When It Falls Apart (The D'Angelos, #1)(25)



“Hello again, Mrs. D’Angelo,” Brooke said.

Mari walked forward, smile stretching all over her face, and reached out with both hands. “You’re going to love it here.”

“Thank you.”

Mari looked down. “Is this all you have?”

“I have a few more boxes in the car. It will take a few trips to get all my things here. Like I said, it isn’t much.”

Mari turned to her sons. “You heard her. Only a few boxes.”

“I can—”

“Don’t be ridiculous.”

Luca chuckled as he walked by. “Told you,” he said under his breath.

Gio handed the wine to Chloe as they left the room to grab the rest of her things.

“You’re going to live here now?” Franny asked.

“I am.”

The girl pursed her lips to the side as if measuring Brooke up.

“More girls in the house is a good thing,” Chloe assured her niece.

“It is?”

“It is!” Mari said.

Good with that, Franny sat on the couch as Brooke was sure the child was used to doing.

“I will open the wine. Chloe, tell Tony to prepare the special so Brooke doesn’t have to run out on her first night here. We’ll toast our new friend, get her settled, and then leave her alone.”

“You don’t have to—”

“This is what we do, Brooke. I only know how to welcome you one way.”

Chloe moved to the door. “Arguing is futile. She always wins.”

“And more wine,” Mari yelled as her daughter left the room.

Mari moved into the kitchen, more familiar with it than Brooke, and found a wine opener. “Where are the rest of your things?”

“Two hours north of here. I’ll be back and forth a lot in the next few weeks.”

The cork came free, and Mari opened a cupboard door where the table settings lived. She removed six wineglasses, a fair amount considering the small space they came from. “I had everything cleaned up here. Even the sheets on the bed. If there is something you expected to see and don’t, let me know. I asked my family to remove their personal items.”

The only difference Brooke saw was a few less family pictures on the walls. Then again, she’d barely arrived and the place was overrun with D’Angelos.

Luca and Gio walked in, paused. “Where to?”

“Bedroom, please.”

They walked out and Gio left for the final trip.

Brooke looked over at Luca, wondering how they decided on who would grab the last box in the car. “Did he pick the short straw?”

Sure enough, Luca grinned. “Rock, paper, scissors.”

Chloe returned, her hands full.

Brooke moved in to help. “This looks like more than wine.”

“Tony will send a runner in fifteen minutes with your dinner.”

There was a loaf of bread that Luca grabbed. A bottle of olive oil and another filled with balsamic vinegar. There was a brick of hard cheese and a jar of olives . . . and yes, another bottle of wine.

“This is crazy.”

“Get used to it,” Chloe said.

By the time Gio walked back in with the final box, the wine was poured, the bread was cut, and olive oil and vinegar were swirling in a small dipping bowl.

Mari handed Brooke a glass and took one for herself.

The others followed suit.

Franny was handed a glass of water.

“Welcome to our home. We hope you’re as happy here as we are. Alla salute.”

“Thank you,” Brooke said before sipping the wine.

“Now, let me formally introduce you to my family. Francesca, our princess who runs into the pretty ladies in the restaurant and eats too much gelato from next door.”

“It’s good gelato,” Gio assured Brooke.

“Chloe, my youngest, who would be a vegetarian if not for her family heritage and keeps her figure by bending in positions that would put most people in the hospital.”

Chloe lifted two fingers. “I teach twice a week. Self-proclaimed yogi.”

Brooke grinned. “I could use a little namaste in my life.”

“I can teach you.”

“I’d like that.”

Gio moaned. “Oh my God . . . two of them.”

Chloe bumped her brother’s side and shut him up.

“Giovanni,” Mari continued. “My youngest son, and wine steward.”

“Sommelier,” he corrected.

“One day he will own his own winery and bless me with a dozen more grandchildren. If only he can find a wife.”

Brooke laughed. “A dozen?”

“Someone has to work the fields.”

“A dozen kids would scare off most women. You might want to keep that information close to the chest,” she warned him.

“I keep telling him that,” Chloe said.

“And then we have my oldest, Gianluca.”

“Luca,” he corrected her.

“Yes, yes . . . everyone here tries to shorten it to Gian. We don’t like that, so Luca it is. Still, his given name is Gianluca after his father’s grandfather. My Luca is a brilliant chef, a loving father, and a great provider for this family.”

“A provider of rules we love to break,” Gio chimed in.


__Problem details__:
All lines in the material below that contain "Link" should be located and copied.

::::::

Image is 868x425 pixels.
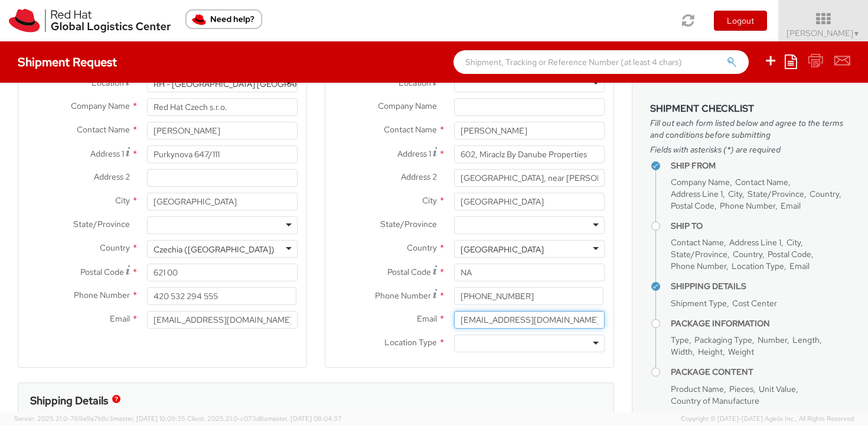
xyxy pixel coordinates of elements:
[384,337,437,348] span: Location Type
[187,414,342,423] span: Client: 2025.21.0-c073d8a
[786,237,800,248] span: City
[792,335,819,345] span: Length
[397,148,431,159] span: Address 1
[671,282,850,291] h4: Shipping Details
[671,384,724,394] span: Product Name
[380,219,437,229] span: State/Province
[671,162,850,170] h4: Ship From
[728,188,742,199] span: City
[650,104,850,114] h3: Shipment Checklist
[671,221,850,230] h4: Ship To
[671,319,850,328] h4: Package Information
[422,195,437,205] span: City
[671,249,727,259] span: State/Province
[733,249,762,259] span: Country
[398,77,431,88] span: Location
[453,50,749,74] input: Shipment, Tracking or Reference Number (at least 4 chars)
[853,29,860,38] span: ▼
[153,78,353,90] div: RH - [GEOGRAPHIC_DATA] [GEOGRAPHIC_DATA] - B
[9,9,171,32] img: rh-logistics-00dfa346123c4ec078e1.svg
[729,384,753,394] span: Pieces
[671,335,689,345] span: Type
[100,242,130,253] span: Country
[747,188,804,199] span: State/Province
[80,266,124,277] span: Postal Code
[732,260,784,271] span: Location Type
[384,124,437,135] span: Contact Name
[18,55,117,68] h4: Shipment Request
[113,414,185,423] span: master, [DATE] 10:09:35
[810,188,839,199] span: Country
[417,313,437,324] span: Email
[185,10,262,29] button: Need help?
[714,10,767,30] button: Logout
[728,346,754,357] span: Weight
[378,101,437,111] span: Company Name
[671,201,715,211] span: Postal Code
[74,290,130,300] span: Phone Number
[267,414,342,423] span: master, [DATE] 08:04:37
[77,124,130,135] span: Contact Name
[387,266,431,277] span: Postal Code
[90,148,124,159] span: Address 1
[460,243,544,255] div: [GEOGRAPHIC_DATA]
[681,414,853,424] span: Copyright © [DATE]-[DATE] Agistix Inc., All Rights Reserved
[671,177,730,187] span: Company Name
[650,144,850,155] span: Fields with asterisks (*) are required
[729,237,781,248] span: Address Line 1
[694,335,752,345] span: Packaging Type
[671,346,693,357] span: Width
[671,237,724,248] span: Contact Name
[786,28,860,38] span: [PERSON_NAME]
[401,171,437,182] span: Address 2
[650,117,850,141] span: Fill out each form listed below and agree to the terms and conditions before submitting
[671,188,722,199] span: Address Line 1
[671,395,759,406] span: Country of Manufacture
[30,395,108,407] h3: Shipping Details
[758,335,787,345] span: Number
[671,368,850,376] h4: Package Content
[719,201,775,211] span: Phone Number
[71,101,130,111] span: Company Name
[671,298,727,309] span: Shipment Type
[73,219,130,229] span: State/Province
[153,243,275,255] div: Czechia ([GEOGRAPHIC_DATA])
[375,290,431,301] span: Phone Number
[735,177,788,187] span: Contact Name
[758,384,796,394] span: Unit Value
[110,313,130,324] span: Email
[732,298,777,309] span: Cost Center
[767,249,811,259] span: Postal Code
[407,242,437,253] span: Country
[671,260,726,271] span: Phone Number
[115,195,130,205] span: City
[91,77,124,88] span: Location
[698,346,722,357] span: Height
[94,171,130,182] span: Address 2
[780,201,800,211] span: Email
[789,260,810,271] span: Email
[14,414,185,423] span: Server: 2025.21.0-769a9a7b8c3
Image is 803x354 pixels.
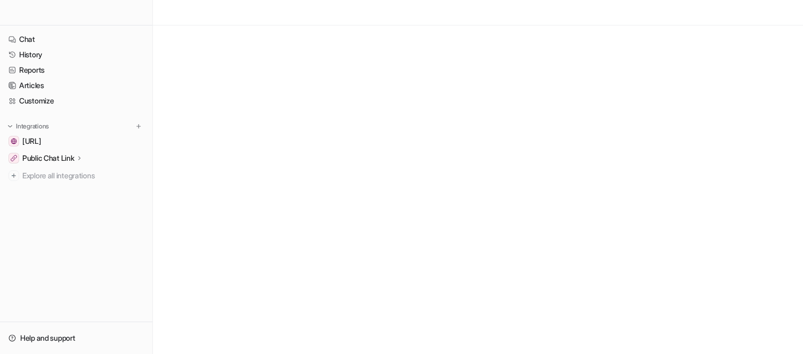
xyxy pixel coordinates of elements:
a: Articles [4,78,148,93]
p: Public Chat Link [22,153,74,164]
button: Integrations [4,121,52,132]
span: Explore all integrations [22,167,144,184]
a: Explore all integrations [4,168,148,183]
a: History [4,47,148,62]
img: Public Chat Link [11,155,17,162]
p: Integrations [16,122,49,131]
img: menu_add.svg [135,123,142,130]
a: Reports [4,63,148,78]
a: Customize [4,94,148,108]
span: [URL] [22,136,41,147]
a: Chat [4,32,148,47]
a: Help and support [4,331,148,346]
a: dashboard.eesel.ai[URL] [4,134,148,149]
img: explore all integrations [9,171,19,181]
img: dashboard.eesel.ai [11,138,17,145]
img: expand menu [6,123,14,130]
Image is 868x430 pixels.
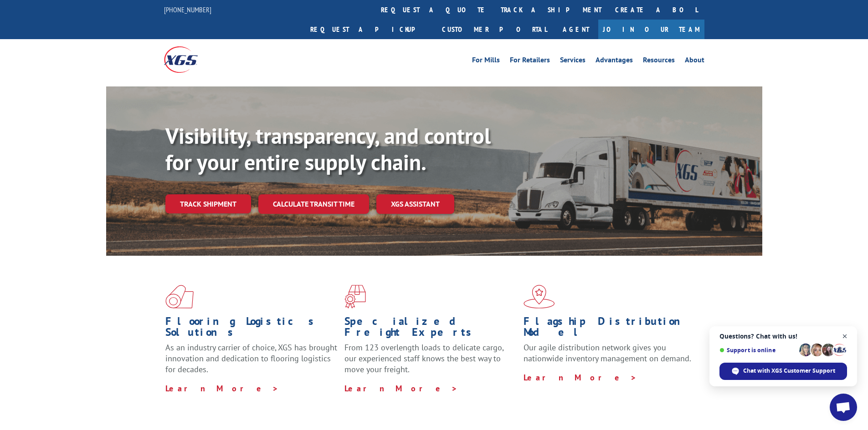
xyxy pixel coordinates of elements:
a: For Retailers [510,57,550,67]
p: From 123 overlength loads to delicate cargo, our experienced staff knows the best way to move you... [344,342,516,383]
span: Questions? Chat with us! [719,333,847,340]
a: Learn More > [344,383,458,394]
h1: Flooring Logistics Solutions [165,316,338,342]
b: Visibility, transparency, and control for your entire supply chain. [165,121,490,176]
a: XGS ASSISTANT [376,195,454,214]
a: Customer Portal [435,19,554,39]
a: Learn More > [523,372,636,383]
a: For Mills [472,57,500,67]
a: Track shipment [165,195,251,213]
div: Chat with XGS Customer Support [719,363,847,380]
img: xgs-icon-total-supply-chain-intelligence-red [165,285,193,309]
a: Agent [554,19,598,39]
a: Advantages [595,57,632,67]
span: Close chat [839,331,851,342]
h1: Specialized Freight Experts [344,316,516,342]
div: Open chat [829,394,857,421]
a: Services [560,57,585,67]
span: As an industry carrier of choice, XGS has brought innovation and dedication to flooring logistics... [165,342,337,375]
a: Join Our Team [598,19,705,39]
a: About [685,57,705,67]
img: xgs-icon-flagship-distribution-model-red [523,285,555,309]
a: Request a pickup [304,19,435,39]
a: Calculate transit time [258,195,369,214]
a: Resources [642,57,675,67]
span: Chat with XGS Customer Support [743,367,835,375]
img: xgs-icon-focused-on-flooring-red [344,285,366,309]
h1: Flagship Distribution Model [523,316,696,342]
span: Support is online [719,347,796,353]
a: Learn More > [165,383,279,394]
a: [PHONE_NUMBER] [164,5,211,14]
span: Our agile distribution network gives you nationwide inventory management on demand. [523,342,691,364]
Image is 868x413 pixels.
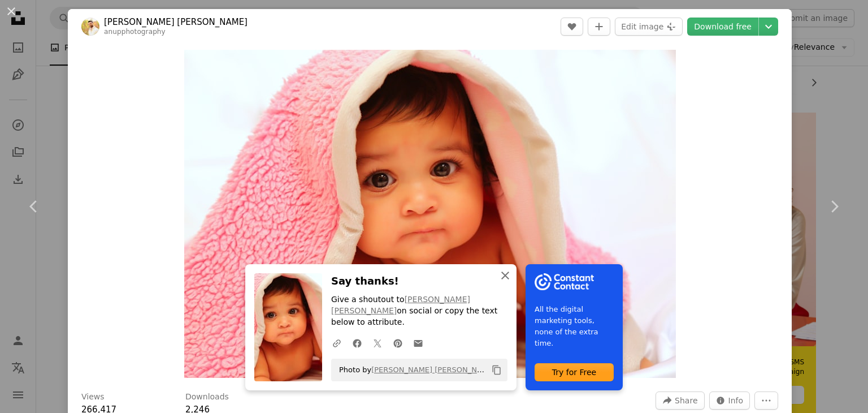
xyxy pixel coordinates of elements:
[487,360,506,380] button: Copy to clipboard
[561,18,583,35] button: Like
[331,294,508,328] p: Give a shoutout to on social or copy the text below to attribute.
[388,331,408,354] a: Share on Pinterest
[535,273,594,290] img: file-1754318165549-24bf788d5b37
[331,273,508,290] h3: Say thanks!
[82,18,99,35] img: Go to Purnachandra Rao Podilapu's profile
[535,304,613,349] span: All the digital marketing tools, none of the extra time.
[535,363,613,381] div: Try for Free
[687,18,758,35] a: Download free
[82,391,104,402] h3: Views
[800,152,868,260] a: Next
[408,331,428,354] a: Share over email
[367,331,388,354] a: Share on Twitter
[347,331,367,354] a: Share on Facebook
[333,360,487,379] span: Photo by on
[331,294,470,315] a: [PERSON_NAME] [PERSON_NAME]
[372,365,496,374] a: [PERSON_NAME] [PERSON_NAME]
[615,18,683,35] button: Edit image
[185,391,229,402] h3: Downloads
[184,50,676,378] img: baby covered with pink fleece blanket
[728,392,744,409] span: Info
[709,391,750,409] button: Stats about this image
[674,392,697,409] span: Share
[655,391,704,409] button: Share this image
[104,28,165,35] a: anupphotography
[588,18,611,35] button: Add to Collection
[759,18,778,35] button: Choose download size
[755,391,778,409] button: More Actions
[104,16,247,28] a: [PERSON_NAME] [PERSON_NAME]
[184,50,676,378] button: Zoom in on this image
[525,264,623,390] a: All the digital marketing tools, none of the extra time.Try for Free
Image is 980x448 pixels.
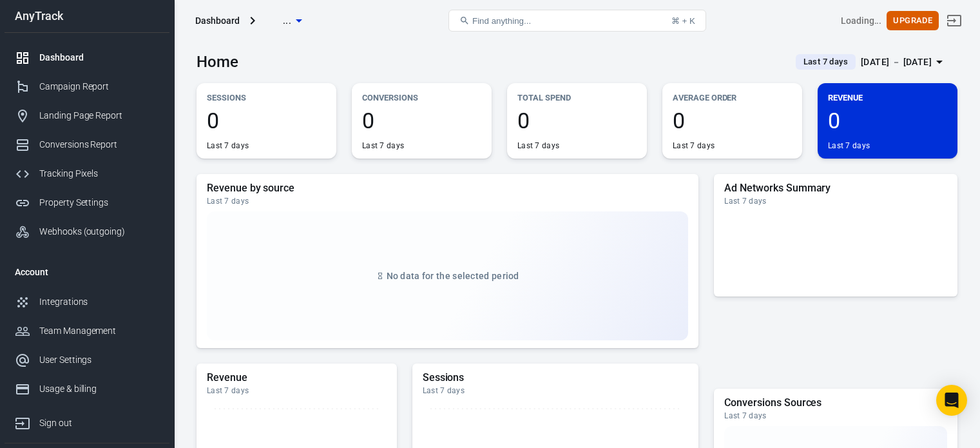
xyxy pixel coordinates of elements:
a: Team Management [4,317,170,346]
p: Conversions [362,91,482,104]
div: Campaign Report [39,80,159,94]
button: Last 7 days[DATE] － [DATE] [786,51,958,73]
span: No data for the selected period [386,271,519,281]
div: Last 7 days [828,141,870,151]
h5: Revenue [207,371,386,384]
a: Tracking Pixels [4,160,170,189]
div: User Settings [39,353,159,367]
h3: Home [196,53,239,71]
h5: Conversions Sources [724,397,948,410]
p: Revenue [828,91,948,104]
a: Dashboard [4,44,170,73]
h5: Revenue by source [207,182,688,195]
div: Tracking Pixels [39,167,159,181]
div: Webhooks (outgoing) [39,225,159,239]
p: Total Spend [518,91,637,104]
a: User Settings [4,346,170,375]
span: 0 [518,109,637,131]
span: Last 7 days [798,55,854,68]
div: Account id: <> [841,15,883,27]
span: 0 [673,109,792,131]
a: Conversions Report [4,131,170,160]
div: Open Intercom Messenger [937,385,967,416]
span: ... [283,13,292,29]
button: Find anything...⌘ + K [449,9,706,32]
a: Sign out [4,404,170,438]
div: Dashboard [39,51,159,65]
div: AnyTrack [4,10,170,22]
a: Landing Page Report [4,102,170,131]
div: [DATE] － [DATE] [861,54,932,70]
span: Find anything... [473,16,531,26]
a: Webhooks (outgoing) [4,218,170,247]
a: Property Settings [4,189,170,218]
div: Last 7 days [724,410,948,421]
div: Usage & billing [39,382,159,396]
div: Team Management [39,324,159,338]
h5: Ad Networks Summary [724,182,948,195]
div: ⌘ + K [671,16,695,26]
a: Usage & billing [4,375,170,404]
div: Conversions Report [39,138,159,152]
a: Sign out [939,5,970,36]
h5: Sessions [423,371,689,384]
div: Last 7 days [207,196,688,207]
div: Landing Page Report [39,109,159,123]
div: Dashboard [195,15,240,27]
div: Last 7 days [207,386,386,396]
a: Integrations [4,288,170,317]
div: Integrations [39,295,159,309]
div: Last 7 days [423,386,689,396]
li: Account [4,257,170,288]
span: 0 [362,109,482,131]
span: 0 [207,109,326,131]
p: Average Order [673,91,792,104]
div: Last 7 days [724,196,948,207]
div: Property Settings [39,196,159,210]
button: ... [260,9,325,33]
div: Sign out [39,416,159,430]
span: 0 [828,109,948,131]
button: Upgrade [887,11,939,31]
p: Sessions [207,91,326,104]
a: Campaign Report [4,73,170,102]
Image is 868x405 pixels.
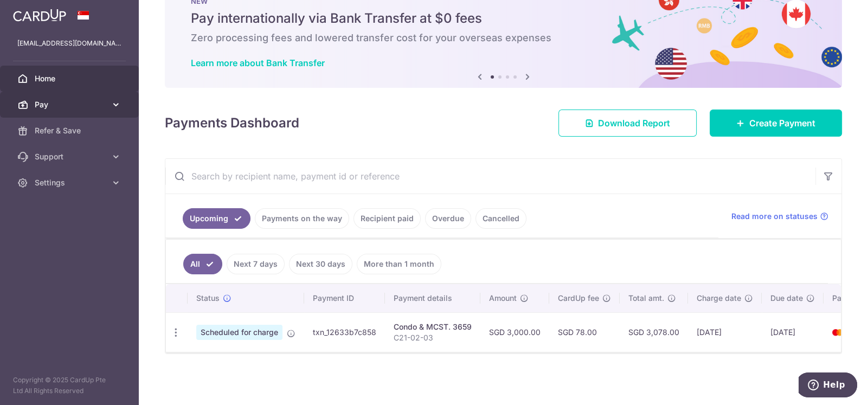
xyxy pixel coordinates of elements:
[425,208,471,229] a: Overdue
[799,373,857,400] iframe: Opens a widget where you can find more information
[191,32,816,45] h6: Zero processing fees and lowered transfer cost for your overseas expenses
[305,312,385,352] td: txn_12633b7c858
[289,254,353,275] a: Next 30 days
[183,254,222,275] a: All
[191,10,816,27] h5: Pay internationally via Bank Transfer at $0 fees
[165,114,300,133] h4: Payments Dashboard
[13,8,66,22] img: CardUp
[191,57,324,68] a: Learn more about Bank Transfer
[183,208,251,229] a: Upcoming
[227,254,285,275] a: Next 7 days
[35,151,106,162] span: Support
[24,7,46,17] span: Help
[598,116,671,129] span: Download Report
[354,208,421,229] a: Recipient paid
[710,110,842,137] a: Create Payment
[688,312,762,352] td: [DATE]
[732,211,817,222] span: Read more on statuses
[558,293,599,304] span: CardUp fee
[35,178,106,188] span: Settings
[620,312,688,352] td: SGD 3,078.00
[17,38,121,49] p: [EMAIL_ADDRESS][DOMAIN_NAME]
[385,284,480,312] th: Payment details
[197,324,282,340] span: Scheduled for charge
[558,110,697,137] a: Download Report
[732,211,828,222] a: Read more on statuses
[165,159,816,193] input: Search by recipient name, payment id or reference
[489,293,517,304] span: Amount
[628,293,664,304] span: Total amt.
[305,284,385,312] th: Payment ID
[827,326,849,339] img: Bank Card
[762,312,824,352] td: [DATE]
[771,293,803,304] span: Due date
[393,321,472,333] div: Condo & MCST. 3659
[197,293,220,304] span: Status
[357,254,441,275] a: More than 1 month
[749,116,816,129] span: Create Payment
[255,208,349,229] a: Payments on the way
[35,125,106,136] span: Refer & Save
[35,100,106,110] span: Pay
[480,312,549,352] td: SGD 3,000.00
[475,208,527,229] a: Cancelled
[697,293,741,304] span: Charge date
[35,73,106,84] span: Home
[549,312,620,352] td: SGD 78.00
[393,333,472,344] p: C21-02-03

::::::

__Answer section__:
p: Public Chat Link [22,153,74,164]
img: Public Chat Link [11,155,17,162]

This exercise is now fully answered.